Son William - 5 Shillings
Son Jonathan - 5 Shillings
remaining estate to be sold by Exec. and money to be divided- 1/3 to sons Henry, Alexander, & Jonathan: 2/3 to daughters Elizabeth, Sally, Francis, & son Briton.
Exec: Alexander Hobby Jr., David Bell
Wit: John Aason, J. Sanders, Wm. A. Bryan
Alexr. Hobby (signed)
Prob Feb ct. 1804
NOTE 2./ Historical Note: The Year Was 1789
The year was 1789 and in the U.S. a young government was beginning to take shape. In its first nationwide election, the popular Revolutionary War general, George Washington, became the country's first president and was sworn in at the first capitol of the United States, Federal Hall in New York City.
In France, a rebellion was underway and with the storming of the Bastille prison, the French Revolution began. In its reporting on the subject, The Times of London, England had the following to say of the conflict:
The spirit of liberty which so long lay in a state of death, oppressed by the hand of power, received its first spark of returning animation, by the incautious and impolitic assistance afforded to America. The French soldier on his return from that emancipated continent, told a glorious tale to his countrymen--"That the arms of France had given freedome to thirteen United States, and planted the standard of liberty on the battlements of New York and Philadelphia." The idea of such a noble deed became a general object of admiration, the [facets?] of a similar state were eagerly longed for by all ranks of people, and the vox populi had this force of argument--"If France gave freedom to America, why should she not unchain the arbitrary fetters which bind her own people.
Later that year, the Marquis de Lafayette, with the advice of Thomas Jefferson who was at the time the American ambassador to France, drafted the Declaration of the Rights of Man and of the Citizen. It was adopted by France's National Assembly in August and ratified by Louis XVI in October.

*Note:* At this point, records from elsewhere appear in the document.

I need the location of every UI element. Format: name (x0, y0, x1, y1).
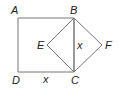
label-side-dc: x (42, 73, 49, 85)
label-c: C (71, 74, 79, 86)
label-d: D (12, 74, 20, 86)
label-e: E (37, 39, 45, 51)
geometry-diagram: A B C D E F x x (0, 0, 119, 93)
label-a: A (10, 4, 18, 16)
label-b: B (70, 4, 77, 16)
label-side-bc: x (76, 39, 83, 51)
label-f: F (105, 39, 113, 51)
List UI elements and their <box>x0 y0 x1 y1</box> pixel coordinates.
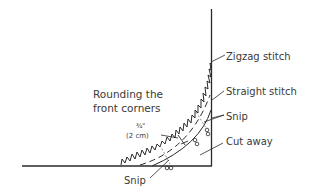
sewing-diagram: Rounding the front corners ¾" (2 cm) Zig… <box>0 0 326 196</box>
label-zigzag-stitch: Zigzag stitch <box>226 51 291 62</box>
measurement-metric: (2 cm) <box>126 132 149 140</box>
label-cut-away: Cut away <box>226 136 273 147</box>
snip-upper-leader-2 <box>212 115 224 118</box>
straight-leader <box>212 91 224 100</box>
title-line-1: Rounding the <box>93 88 163 100</box>
label-straight-stitch: Straight stitch <box>226 86 297 97</box>
scissors-icon <box>193 138 199 146</box>
label-snip-lower: Snip <box>124 175 146 186</box>
title-line-2: front corners <box>93 102 161 114</box>
measurement-fraction: ¾" <box>136 122 145 130</box>
cut-line <box>152 110 211 166</box>
zigzag-leader <box>211 55 225 62</box>
scissors-icon <box>205 128 210 136</box>
zigzag-stitch-line <box>121 63 211 165</box>
label-snip-upper: Snip <box>226 111 248 122</box>
scissors-icon <box>165 166 173 170</box>
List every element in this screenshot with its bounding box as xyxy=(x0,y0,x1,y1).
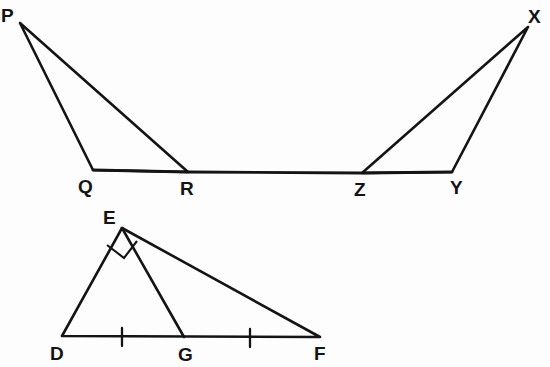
vertex-label-F: F xyxy=(314,343,326,364)
vertex-label-P: P xyxy=(1,5,14,26)
vertex-label-D: D xyxy=(50,343,64,364)
vertex-label-Y: Y xyxy=(450,177,463,198)
geometry-canvas: P Q R Z Y X E D G F xyxy=(0,0,550,367)
vertex-label-X: X xyxy=(528,6,541,27)
vertex-label-R: R xyxy=(180,178,194,199)
vertex-label-G: G xyxy=(178,344,193,365)
vertex-label-E: E xyxy=(103,207,116,228)
vertex-label-Z: Z xyxy=(354,179,366,200)
geometry-diagram: P Q R Z Y X E D G F xyxy=(0,0,550,367)
vertex-label-Q: Q xyxy=(78,176,93,197)
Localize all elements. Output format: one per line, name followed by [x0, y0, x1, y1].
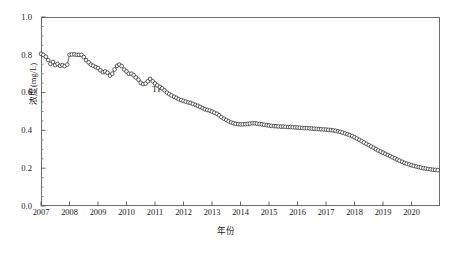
chart-canvas: [0, 0, 451, 258]
y-tick-label: 0.8: [6, 51, 32, 60]
x-tick-label: 2018: [339, 209, 371, 217]
y-tick-label: 0.4: [6, 126, 32, 135]
y-tick-label: 1.0: [6, 13, 32, 22]
x-tick-label: 2010: [111, 209, 143, 217]
y-tick-label: 0.6: [6, 88, 32, 97]
x-tick-label: 2011: [139, 209, 171, 217]
figure-container: 浓度(mg/L) 年份 TP 0.00.20.40.60.81.02007200…: [0, 0, 451, 258]
x-tick-label: 2009: [82, 209, 114, 217]
x-tick-label: 2013: [196, 209, 228, 217]
x-tick-label: 2014: [225, 209, 257, 217]
x-tick-label: 2008: [54, 209, 86, 217]
x-tick-label: 2019: [367, 209, 399, 217]
x-tick-label: 2017: [310, 209, 342, 217]
x-tick-label: 2016: [282, 209, 314, 217]
x-tick-label: 2015: [253, 209, 285, 217]
x-tick-label: 2020: [396, 209, 428, 217]
y-tick-label: 0.2: [6, 164, 32, 173]
x-tick-label: 2012: [168, 209, 200, 217]
x-tick-label: 2007: [25, 209, 57, 217]
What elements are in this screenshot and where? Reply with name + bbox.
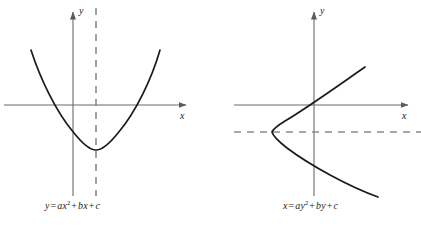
- left-x-axis-label: x: [180, 110, 184, 121]
- caption-right-lhs: x: [283, 200, 288, 211]
- panel-right-horizontal-parabola: x y: [211, 0, 421, 226]
- caption-left-equation: y=ax2+bx+c: [45, 200, 100, 211]
- right-x-axis-label: x: [402, 110, 406, 121]
- caption-left-lhs: y: [45, 200, 50, 211]
- caption-right-equation: x=ay2+by+c: [283, 200, 338, 211]
- parabola-figure: x y x y y=ax2+bx+c: [0, 0, 421, 226]
- caption-right-plus1: +: [308, 200, 316, 211]
- left-graph-svg: [0, 0, 210, 226]
- right-graph-svg: [211, 0, 421, 226]
- right-y-axis-label: y: [320, 5, 324, 16]
- caption-left-term3: c: [95, 200, 100, 211]
- caption-left-plus1: +: [70, 200, 78, 211]
- caption-right-term3: c: [333, 200, 338, 211]
- panel-left-vertical-parabola: x y: [0, 0, 210, 226]
- left-y-axis-label: y: [79, 5, 83, 16]
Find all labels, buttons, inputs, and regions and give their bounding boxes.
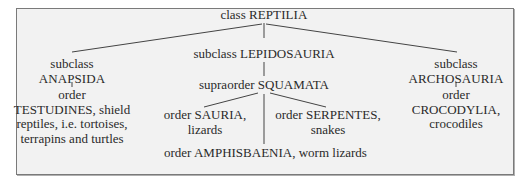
- taxon-name: ARCHOSAURIA: [396, 72, 516, 87]
- taxon-name: REPTILIA: [249, 7, 308, 22]
- node-subclass-lepidosauria: subclass LEPIDOSAURIA: [184, 47, 344, 62]
- node-supraorder-squamata: supraorder SQUAMATA: [184, 78, 344, 93]
- taxon-line: order SERPENTES,: [268, 108, 388, 123]
- rank-label: class: [220, 7, 245, 22]
- node-order-crocodylia: order CROCODYLIA, crocodiles: [396, 88, 516, 132]
- taxon-line: order SAURIA,: [150, 108, 260, 123]
- rank-label: subclass: [2, 57, 142, 72]
- node-order-serpentes: order SERPENTES, snakes: [268, 108, 388, 137]
- rank-label: order: [396, 88, 516, 103]
- node-order-sauria: order SAURIA, lizards: [150, 108, 260, 137]
- taxon-name: ANAPSIDA: [2, 72, 142, 87]
- node-subclass-anapsida: subclass ANAPSIDA: [2, 57, 142, 86]
- node-order-testudines: order TESTUDINES, shield reptiles, i.e. …: [2, 88, 142, 146]
- rank-label: order: [2, 88, 142, 103]
- node-class-reptilia: class REPTILIA: [214, 8, 314, 23]
- taxon-line: TESTUDINES, shield: [2, 103, 142, 118]
- taxon-line: CROCODYLIA,: [396, 103, 516, 118]
- taxon-line: lizards: [150, 123, 260, 138]
- taxon-label: subclass LEPIDOSAURIA: [184, 47, 344, 62]
- node-order-amphisbaenia: order AMPHISBAENIA, worm lizards: [164, 146, 364, 161]
- node-subclass-archosauria: subclass ARCHOSAURIA: [396, 57, 516, 86]
- taxon-label: order AMPHISBAENIA, worm lizards: [164, 146, 364, 161]
- taxon-label: supraorder SQUAMATA: [184, 78, 344, 93]
- taxon-line: terrapins and turtles: [2, 132, 142, 147]
- taxon-line: crocodiles: [396, 117, 516, 132]
- rank-label: subclass: [396, 57, 516, 72]
- taxon-line: snakes: [268, 123, 388, 138]
- taxon-line: reptiles, i.e. tortoises,: [2, 117, 142, 132]
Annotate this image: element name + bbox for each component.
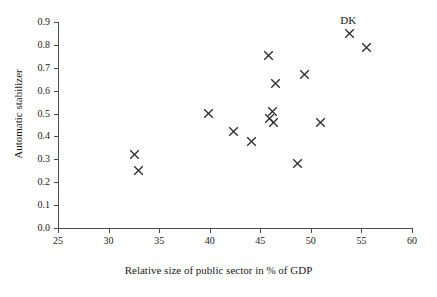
- point-label-dk: DK: [340, 15, 356, 26]
- x-axis-tick: [260, 229, 261, 233]
- y-axis-tick-label: 0.8: [24, 40, 50, 50]
- y-axis-title: Automatic stabilizer: [12, 39, 24, 189]
- y-axis-tick: [54, 114, 58, 115]
- y-axis-tick-label: 0.5: [24, 109, 50, 119]
- data-point-marker: [203, 108, 214, 119]
- y-axis-tick-label: 0.4: [24, 131, 50, 141]
- data-point-marker: [292, 158, 303, 169]
- data-point-marker: [246, 136, 257, 147]
- x-axis-tick-label: 45: [245, 236, 275, 246]
- data-point-marker: [361, 42, 372, 53]
- data-point-marker: [263, 50, 274, 61]
- y-axis-tick: [54, 159, 58, 160]
- data-point-marker: [267, 106, 278, 117]
- data-point-marker: [299, 69, 310, 80]
- y-axis-tick: [54, 136, 58, 137]
- x-axis-tick-label: 50: [296, 236, 326, 246]
- y-axis-tick: [54, 205, 58, 206]
- x-axis-tick: [210, 229, 211, 233]
- y-axis-tick-label: 0.0: [24, 223, 50, 233]
- y-axis-tick-label: 0.2: [24, 177, 50, 187]
- x-axis-tick-label: 30: [94, 236, 124, 246]
- y-axis-tick: [54, 68, 58, 69]
- y-axis-tick-label: 0.9: [24, 17, 50, 27]
- data-point-marker: [228, 126, 239, 137]
- y-axis-tick: [54, 22, 58, 23]
- scatter-chart: 0.00.10.20.30.40.50.60.70.80.9 253035404…: [0, 0, 437, 297]
- x-axis-title: Relative size of public sector in % of G…: [0, 264, 437, 276]
- x-axis-tick: [311, 229, 312, 233]
- x-axis-tick: [361, 229, 362, 233]
- y-axis-tick-label: 0.6: [24, 86, 50, 96]
- y-axis-tick-labels: 0.00.10.20.30.40.50.60.70.80.9: [20, 0, 50, 297]
- x-axis-tick-label: 35: [144, 236, 174, 246]
- y-axis-tick-label: 0.3: [24, 154, 50, 164]
- x-axis-tick: [109, 229, 110, 233]
- data-point-marker: [264, 113, 275, 124]
- data-point-marker: [315, 117, 326, 128]
- y-axis-line: [58, 22, 59, 229]
- y-axis-tick: [54, 182, 58, 183]
- y-axis-tick: [54, 91, 58, 92]
- x-axis-tick-label: 40: [195, 236, 225, 246]
- x-axis-tick-label: 25: [43, 236, 73, 246]
- data-point-marker: [133, 165, 144, 176]
- x-axis-line: [58, 228, 413, 229]
- data-point-marker: [129, 149, 140, 160]
- y-axis-tick-label: 0.7: [24, 63, 50, 73]
- x-axis-tick-label: 60: [397, 236, 427, 246]
- x-axis-tick: [159, 229, 160, 233]
- x-axis-tick: [412, 229, 413, 233]
- data-point-marker: [270, 78, 281, 89]
- data-point-marker: [344, 28, 355, 39]
- x-axis-tick-label: 55: [346, 236, 376, 246]
- y-axis-tick-label: 0.1: [24, 200, 50, 210]
- x-axis-tick: [58, 229, 59, 233]
- data-point-marker: [268, 117, 279, 128]
- y-axis-tick: [54, 45, 58, 46]
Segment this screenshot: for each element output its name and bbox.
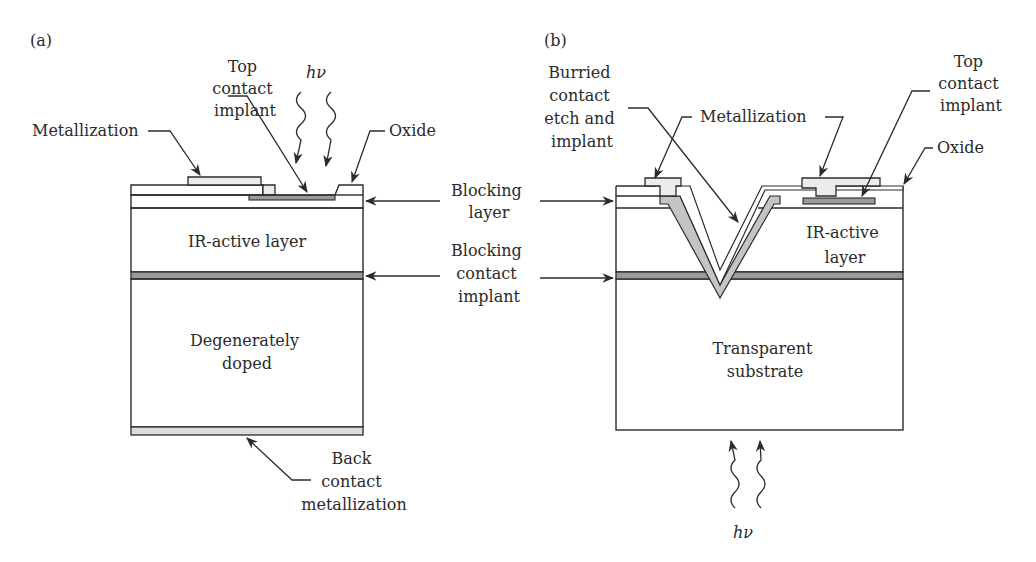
shared-labels: Blocking layer Blocking contact implant <box>366 181 613 306</box>
leader-metallization-b-right <box>820 117 843 176</box>
photon-wave-b-1 <box>731 441 739 508</box>
photon-label-b: hν <box>733 523 753 542</box>
label-buried-contact-b: Burried contact etch and implant <box>544 63 619 151</box>
photon-label-a: hν <box>306 63 326 82</box>
leader-back-contact-a <box>247 438 311 480</box>
label-metallization-b: Metallization <box>700 107 807 126</box>
label-top-contact-implant-a: Top contact implant <box>212 57 277 120</box>
leader-oxide-a <box>352 131 385 182</box>
photon-wave-a-1 <box>296 92 306 163</box>
label-blocking-contact-implant: Blocking contact implant <box>451 241 527 306</box>
back-contact-metal-a <box>131 427 363 435</box>
diagram-canvas: (a) Top contact implant <box>0 0 1036 562</box>
label-blocking-layer: Blocking layer <box>451 181 527 222</box>
metallization-a <box>188 177 275 195</box>
label-oxide-a: Oxide <box>389 121 436 140</box>
label-top-contact-implant-b: Top contact implant <box>938 52 1003 115</box>
label-oxide-b: Oxide <box>937 138 984 157</box>
leader-metallization-a <box>148 131 200 175</box>
label-substrate-a: Degenerately doped <box>190 331 304 373</box>
panel-a-tag: (a) <box>30 31 52 50</box>
label-metallization-a: Metallization <box>32 121 139 140</box>
blocking-contact-implant-b <box>616 272 903 279</box>
photon-wave-a-2 <box>326 92 336 166</box>
label-ir-active-a: IR-active layer <box>188 232 307 251</box>
panel-b: (b) Burried contact <box>544 31 1004 542</box>
label-back-contact-a: Back contact metallization <box>301 449 406 514</box>
top-contact-implant-a <box>249 195 335 200</box>
blocking-contact-implant-a <box>131 272 363 279</box>
photon-wave-b-2 <box>757 441 765 508</box>
device-a <box>131 177 363 435</box>
top-contact-implant-b <box>803 198 875 204</box>
leader-metallization-b-left <box>655 117 692 178</box>
substrate-a <box>131 279 363 427</box>
label-substrate-b: Transparent substrate <box>712 339 817 381</box>
device-b <box>616 178 903 430</box>
label-ir-active-b: IR-active layer <box>806 223 883 267</box>
leader-oxide-b <box>904 148 933 184</box>
oxide-layer-right <box>335 185 363 195</box>
oxide-layer-left <box>131 185 263 195</box>
panel-b-tag: (b) <box>544 31 567 50</box>
panel-a: (a) Top contact implant <box>30 31 436 514</box>
metallization-b-left <box>645 178 681 196</box>
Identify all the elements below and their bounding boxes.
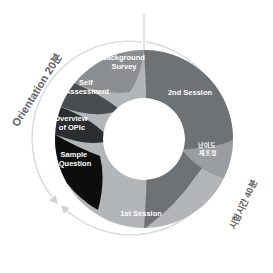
donut-diagram-svg: Background Survey Self Assessment Overvi… [0, 0, 273, 273]
label-overview-of-opic: Overview of OPIc [54, 114, 89, 132]
donut-diagram-stage: Background Survey Self Assessment Overvi… [0, 0, 273, 273]
label-sample-question: Sample Question [59, 150, 92, 168]
label-first-session: 1st Session [120, 209, 162, 218]
outer-label-test-time: 시험시간 40분 [227, 178, 259, 230]
donut-ring [54, 49, 234, 229]
label-second-session: 2nd Session [168, 88, 213, 97]
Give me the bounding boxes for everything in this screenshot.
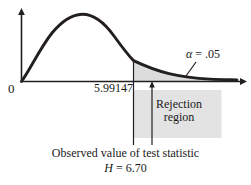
y-axis-arrowhead (18, 8, 25, 15)
rejection-region-line-1: Rejection (145, 98, 213, 111)
origin-tick-label: 0 (8, 82, 15, 96)
figure-caption: Observed value of test statistic H = 6.7… (0, 147, 251, 175)
alpha-label: α = .05 (186, 48, 220, 61)
rejection-region-label: Rejection region (145, 98, 213, 124)
statistic-value: = 6.70 (113, 161, 147, 175)
caption-line-2: H = 6.70 (0, 162, 251, 175)
chi-square-rejection-region-figure: 0 5.99147 α = .05 Rejection region Obser… (0, 0, 251, 185)
alpha-value: = .05 (192, 47, 220, 61)
critical-value-tick-label: 5.99147 (94, 82, 133, 95)
rejection-region-line-2: region (145, 111, 213, 124)
x-axis-arrowhead (240, 78, 247, 85)
statistic-symbol: H (104, 161, 113, 175)
caption-line-1: Observed value of test statistic (0, 147, 251, 160)
alpha-leader-line (186, 62, 196, 76)
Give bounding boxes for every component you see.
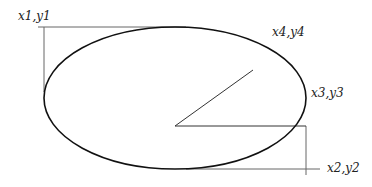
label-x2-y2: x2,y2 [327,162,360,174]
label-x4-y4: x4,y4 [272,26,305,38]
label-x3-y3: x3,y3 [311,87,344,99]
label-x1-y1: x1,y1 [18,10,51,22]
ellipse-shape [44,27,306,169]
end-angle-line [175,70,253,126]
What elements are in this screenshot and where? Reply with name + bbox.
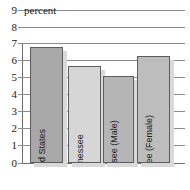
bar-body: Tennessee <box>68 66 101 163</box>
bar-tennessee[interactable]: Tennessee <box>68 66 101 163</box>
bar-label-united-states: United States <box>38 129 47 163</box>
bar-united-states[interactable]: United States <box>30 47 63 163</box>
bar-label-tennessee-female: Tennessee (Female) <box>145 115 154 163</box>
bar-label-tennessee-male: Tennessee (Male) <box>110 120 119 163</box>
bar-body: Tennessee (Male) <box>103 76 134 163</box>
bar-chart: 9 8 7 6 5 4 3 2 1 0 percent United State… <box>0 0 190 190</box>
bar-body: United States <box>30 47 63 163</box>
bar-tennessee-female[interactable]: Tennessee (Female) <box>137 56 170 163</box>
bar-body: Tennessee (Female) <box>137 56 170 163</box>
bar-tennessee-male[interactable]: Tennessee (Male) <box>103 76 134 163</box>
bars-layer: United States Tennessee Tennessee (Male)… <box>0 0 190 190</box>
bar-label-tennessee: Tennessee <box>76 134 85 163</box>
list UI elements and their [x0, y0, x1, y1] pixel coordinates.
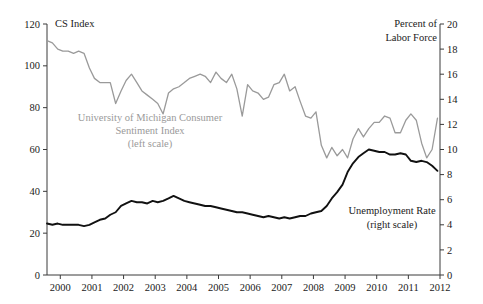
left-axis-tick-label: 40: [30, 186, 41, 197]
x-axis-tick-label: 2002: [113, 282, 134, 293]
right-axis-tick-label: 10: [447, 144, 458, 155]
right-axis-tick-label: 12: [447, 119, 458, 130]
percent-labor-force-line2: Labor Force: [385, 32, 437, 43]
right-axis-tick-label: 20: [447, 19, 458, 30]
right-axis-tick-label: 4: [447, 219, 453, 230]
x-axis-tick-label: 2000: [50, 282, 71, 293]
left-axis-tick-label: 100: [24, 60, 40, 71]
right-axis-tick-label: 6: [447, 194, 452, 205]
left-axis-tick-label: 20: [30, 228, 41, 239]
x-axis-tick-label: 2004: [176, 282, 198, 293]
x-axis-tick-label: 2011: [398, 282, 419, 293]
umich-annotation-line1: University of Michigan Consumer: [78, 112, 223, 123]
right-axis-tick-label: 16: [447, 69, 458, 80]
cs-index-axis-title: CS Index: [55, 18, 95, 29]
left-axis-tick-label: 0: [35, 270, 40, 281]
chart-container: 020406080100120 02468101214161820 200020…: [0, 0, 483, 304]
x-axis-tick-label: 2005: [208, 282, 229, 293]
x-axis-tick-label: 2001: [81, 282, 102, 293]
percent-labor-force-line1: Percent of: [394, 18, 437, 29]
unemployment-annotation-line1: Unemployment Rate: [348, 205, 436, 216]
x-axis-tick-label: 2009: [335, 282, 356, 293]
right-axis-tick-label: 0: [447, 270, 452, 281]
chart-background: [0, 0, 483, 304]
left-axis-tick-label: 80: [30, 102, 41, 113]
x-axis-tick-label: 2003: [145, 282, 166, 293]
right-axis-tick-label: 8: [447, 169, 452, 180]
x-axis-tick-label: 2012: [430, 282, 451, 293]
right-axis-tick-label: 18: [447, 44, 458, 55]
left-axis-tick-label: 120: [24, 19, 40, 30]
x-axis-tick-label: 2010: [366, 282, 387, 293]
right-axis-tick-label: 2: [447, 245, 452, 256]
right-axis-tick-label: 14: [447, 94, 458, 105]
unemployment-annotation-line2: (right scale): [367, 219, 418, 231]
x-axis-tick-label: 2006: [240, 282, 261, 293]
umich-annotation-line2: Sentiment Index: [115, 125, 185, 136]
x-axis-tick-label: 2008: [303, 282, 324, 293]
x-axis-tick-label: 2007: [271, 282, 292, 293]
left-axis-tick-label: 60: [30, 144, 41, 155]
umich-annotation-line3: (left scale): [128, 138, 173, 150]
chart-svg: 020406080100120 02468101214161820 200020…: [0, 0, 483, 304]
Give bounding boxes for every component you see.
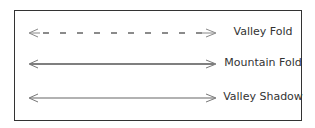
mountain-fold-label: Mountain Fold — [224, 56, 301, 69]
valley-shadow-label: Valley Shadow — [223, 90, 303, 103]
valley-fold-label: Valley Fold — [233, 25, 292, 38]
mountain-fold-arrow — [29, 60, 216, 68]
valley-fold-arrow — [29, 29, 216, 37]
valley-shadow-arrow — [29, 94, 216, 102]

There was unrest in other parts of the world as well. Sweden and Russia were at war, and briefly, Norway had joined the conflict, although a peace treaty was signed in July 1789.
In a smaller, but well-known conflict, the mutiny on the H.M.S. Bounty was also in the year 1789. On April 28, part of the crew of the Bounty, led by Fletcher Christian, mutinied and set Captain William Bligh and eighteen crewmembers adrift. Bligh managed to get the boat some 3,600 miles to Timor. Some of the mutineers were captured and prosecuted--three were hanged, while others, including Fletcher Christian ended up on Pitcairn Island, where some of their descendants live to this day.
In 1789, there was an epidemic of influenza in New England, New York, and Nova Scotia, which resulted in many deaths due to secondary cases of pneumonia. The new president was among those who fell ill. He caught a cold while visiting Boston, and later, was affected more seriously with influenza, which was dubbed Washington Influenza.